“All of these negative things that the media keeps reporting on about Wal-Mart remind me how people attacked Sears Robuck when I was a kid,” Mom told me during one of my daily visits to her. She lives only a couple of blocks from my office and I try to stop by each day that I’m in town. She laughingly refers to them as “Jack Stops” because I don’t stay very long, but until I find the door locked I’ll continue to stop by.
Mom and I were talking about how Wal-Mart seems to be the company in the barrel right now that everyone wants to try to take a swipe at. “They did the same thing with A&P and Sears. We didn’t have an A&P in T-Town but my mother used to save a lot by being able to buy sewing material from Sears for 25 cents/yard when it was 50 or 60 cents at the store uptown.” T-Town is short for Teutopolis (population 1,559) where both sides of my family were born and raised. I lived there until leaving for college.
Mom’s family was a typical working class, blue-collar family. George and Clara Adams had eight children and money was tight during the Depression. Being able to buy material to make dresses for less than half the price from an upstart like Sears was a huge savings, even if everyone had on the same outfit for church.
Mom didn’t know that there were actually towns that tried to get the Sears Robuck catalog outlawed in their towns. Evidently there were people back then who thought banning a more cost effective model might slow it down, just as I see people today wanting to stand in the way of progress.
Today’s also my birthday. Fifty-four years ago Mom went thru a very long and difficult labor to deliver the first of her eight children. She’s been giving me sound advice and counsel ever since.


What lines below mention the word "with"? Copy each one.

==== SOURCE DATA ====

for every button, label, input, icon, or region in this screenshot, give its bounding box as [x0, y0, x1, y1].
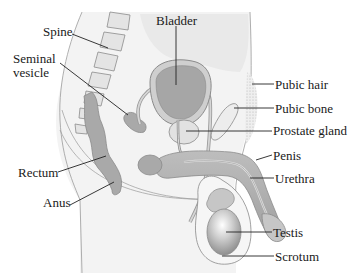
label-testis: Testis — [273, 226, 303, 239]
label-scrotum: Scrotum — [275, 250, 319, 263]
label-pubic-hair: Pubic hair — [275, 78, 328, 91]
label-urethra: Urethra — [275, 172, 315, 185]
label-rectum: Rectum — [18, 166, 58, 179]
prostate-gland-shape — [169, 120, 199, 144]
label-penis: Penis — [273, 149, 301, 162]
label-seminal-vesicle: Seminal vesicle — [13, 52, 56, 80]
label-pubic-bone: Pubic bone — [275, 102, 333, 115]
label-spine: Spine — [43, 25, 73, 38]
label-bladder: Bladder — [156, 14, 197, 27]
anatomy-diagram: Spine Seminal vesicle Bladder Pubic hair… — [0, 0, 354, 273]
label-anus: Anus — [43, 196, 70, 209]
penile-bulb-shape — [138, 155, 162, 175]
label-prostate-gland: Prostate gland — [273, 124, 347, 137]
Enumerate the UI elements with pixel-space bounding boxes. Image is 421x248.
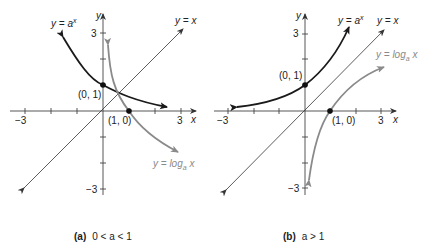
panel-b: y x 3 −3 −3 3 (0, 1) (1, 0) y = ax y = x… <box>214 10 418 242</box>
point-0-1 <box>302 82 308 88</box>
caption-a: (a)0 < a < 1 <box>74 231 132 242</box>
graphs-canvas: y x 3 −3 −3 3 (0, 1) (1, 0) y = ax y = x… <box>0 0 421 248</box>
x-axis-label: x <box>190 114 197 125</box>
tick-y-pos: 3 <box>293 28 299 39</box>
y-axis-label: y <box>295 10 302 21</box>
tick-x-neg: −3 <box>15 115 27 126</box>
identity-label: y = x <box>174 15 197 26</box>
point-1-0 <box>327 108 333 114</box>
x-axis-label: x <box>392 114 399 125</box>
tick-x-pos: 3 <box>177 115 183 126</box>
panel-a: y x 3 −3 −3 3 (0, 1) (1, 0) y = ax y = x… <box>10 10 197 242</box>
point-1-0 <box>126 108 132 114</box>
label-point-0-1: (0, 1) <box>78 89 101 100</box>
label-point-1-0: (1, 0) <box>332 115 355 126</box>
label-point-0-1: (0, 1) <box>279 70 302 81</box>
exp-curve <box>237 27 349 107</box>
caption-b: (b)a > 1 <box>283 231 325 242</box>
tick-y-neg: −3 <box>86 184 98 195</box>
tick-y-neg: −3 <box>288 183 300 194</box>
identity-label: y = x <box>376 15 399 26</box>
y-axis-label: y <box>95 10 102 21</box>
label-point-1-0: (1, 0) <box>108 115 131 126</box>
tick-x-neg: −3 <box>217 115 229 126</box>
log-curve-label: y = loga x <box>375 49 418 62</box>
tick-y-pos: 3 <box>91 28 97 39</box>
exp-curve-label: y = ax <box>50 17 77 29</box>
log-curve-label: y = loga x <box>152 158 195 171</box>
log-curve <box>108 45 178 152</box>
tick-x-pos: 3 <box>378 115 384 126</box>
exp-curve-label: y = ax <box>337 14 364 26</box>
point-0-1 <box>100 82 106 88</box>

====
==== SOURCE DATA ====

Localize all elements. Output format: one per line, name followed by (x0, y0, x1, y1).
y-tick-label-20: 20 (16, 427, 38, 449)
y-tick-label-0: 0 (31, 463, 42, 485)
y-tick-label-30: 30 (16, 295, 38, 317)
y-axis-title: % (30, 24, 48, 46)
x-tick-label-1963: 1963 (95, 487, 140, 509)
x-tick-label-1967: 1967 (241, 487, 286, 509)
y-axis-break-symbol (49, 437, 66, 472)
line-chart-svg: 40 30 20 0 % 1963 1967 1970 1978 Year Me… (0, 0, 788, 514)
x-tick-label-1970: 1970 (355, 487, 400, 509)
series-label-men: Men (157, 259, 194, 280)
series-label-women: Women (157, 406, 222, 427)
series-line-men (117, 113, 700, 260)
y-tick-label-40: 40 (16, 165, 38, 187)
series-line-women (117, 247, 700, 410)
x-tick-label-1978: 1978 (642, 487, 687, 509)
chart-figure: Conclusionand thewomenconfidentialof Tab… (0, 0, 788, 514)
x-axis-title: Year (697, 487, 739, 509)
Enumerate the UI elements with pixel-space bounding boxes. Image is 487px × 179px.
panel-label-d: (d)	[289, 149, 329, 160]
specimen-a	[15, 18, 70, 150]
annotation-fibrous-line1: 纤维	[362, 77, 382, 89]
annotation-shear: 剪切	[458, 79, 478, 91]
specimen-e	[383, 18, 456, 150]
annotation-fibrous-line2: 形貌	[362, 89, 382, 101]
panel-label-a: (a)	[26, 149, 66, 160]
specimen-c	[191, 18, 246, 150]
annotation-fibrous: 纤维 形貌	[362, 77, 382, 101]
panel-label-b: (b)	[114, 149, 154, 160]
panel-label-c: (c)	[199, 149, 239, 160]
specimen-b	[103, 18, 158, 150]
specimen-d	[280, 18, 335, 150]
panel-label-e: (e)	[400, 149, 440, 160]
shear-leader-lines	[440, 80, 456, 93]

====
==== SOURCE DATA ====

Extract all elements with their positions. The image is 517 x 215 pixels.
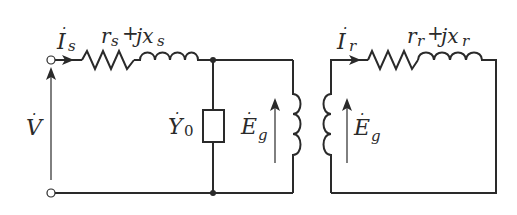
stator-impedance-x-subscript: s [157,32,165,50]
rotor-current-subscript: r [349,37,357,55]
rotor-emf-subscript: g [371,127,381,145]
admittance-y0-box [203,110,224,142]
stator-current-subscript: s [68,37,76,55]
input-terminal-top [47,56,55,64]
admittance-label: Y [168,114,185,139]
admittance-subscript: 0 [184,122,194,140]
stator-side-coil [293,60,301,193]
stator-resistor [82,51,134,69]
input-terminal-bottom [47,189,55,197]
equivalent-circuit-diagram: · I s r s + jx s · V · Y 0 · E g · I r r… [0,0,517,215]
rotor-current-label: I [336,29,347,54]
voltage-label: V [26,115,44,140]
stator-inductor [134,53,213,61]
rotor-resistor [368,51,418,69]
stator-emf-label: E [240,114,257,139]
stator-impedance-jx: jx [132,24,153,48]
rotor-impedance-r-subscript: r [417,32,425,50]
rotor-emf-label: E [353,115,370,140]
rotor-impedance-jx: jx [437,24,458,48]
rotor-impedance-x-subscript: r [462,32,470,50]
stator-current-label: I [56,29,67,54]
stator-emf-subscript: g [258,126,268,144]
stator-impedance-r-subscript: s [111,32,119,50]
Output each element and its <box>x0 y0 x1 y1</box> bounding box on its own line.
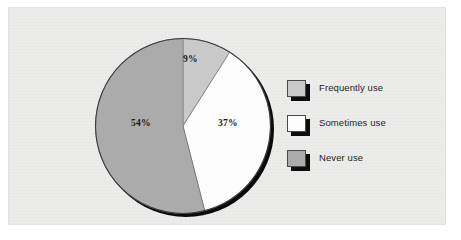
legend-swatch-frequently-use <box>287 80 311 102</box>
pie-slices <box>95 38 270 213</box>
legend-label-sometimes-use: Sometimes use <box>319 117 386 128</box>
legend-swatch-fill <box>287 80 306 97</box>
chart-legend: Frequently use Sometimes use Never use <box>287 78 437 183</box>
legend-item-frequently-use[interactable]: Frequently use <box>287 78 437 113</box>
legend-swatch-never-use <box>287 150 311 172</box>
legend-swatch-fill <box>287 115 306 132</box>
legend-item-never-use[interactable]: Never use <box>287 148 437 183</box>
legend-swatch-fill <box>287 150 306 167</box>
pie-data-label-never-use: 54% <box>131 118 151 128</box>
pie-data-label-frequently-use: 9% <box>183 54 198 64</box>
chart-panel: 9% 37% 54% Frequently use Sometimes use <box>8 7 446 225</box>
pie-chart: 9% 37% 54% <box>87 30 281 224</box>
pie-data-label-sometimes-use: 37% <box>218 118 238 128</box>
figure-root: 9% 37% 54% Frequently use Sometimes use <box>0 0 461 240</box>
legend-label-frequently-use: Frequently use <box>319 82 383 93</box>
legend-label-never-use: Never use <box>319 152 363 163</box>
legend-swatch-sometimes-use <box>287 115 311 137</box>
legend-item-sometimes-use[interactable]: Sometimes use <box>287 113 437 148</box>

====

» **FINISHED EXERCISE**
Enumerate the UI elements with pixel-space bounding boxes. Image is 421x248.
Enumerate the UI elements with pixel-space bounding boxes. Image is 487px × 179px.
Extract all elements with their positions. The image is 517 x 215 pixels.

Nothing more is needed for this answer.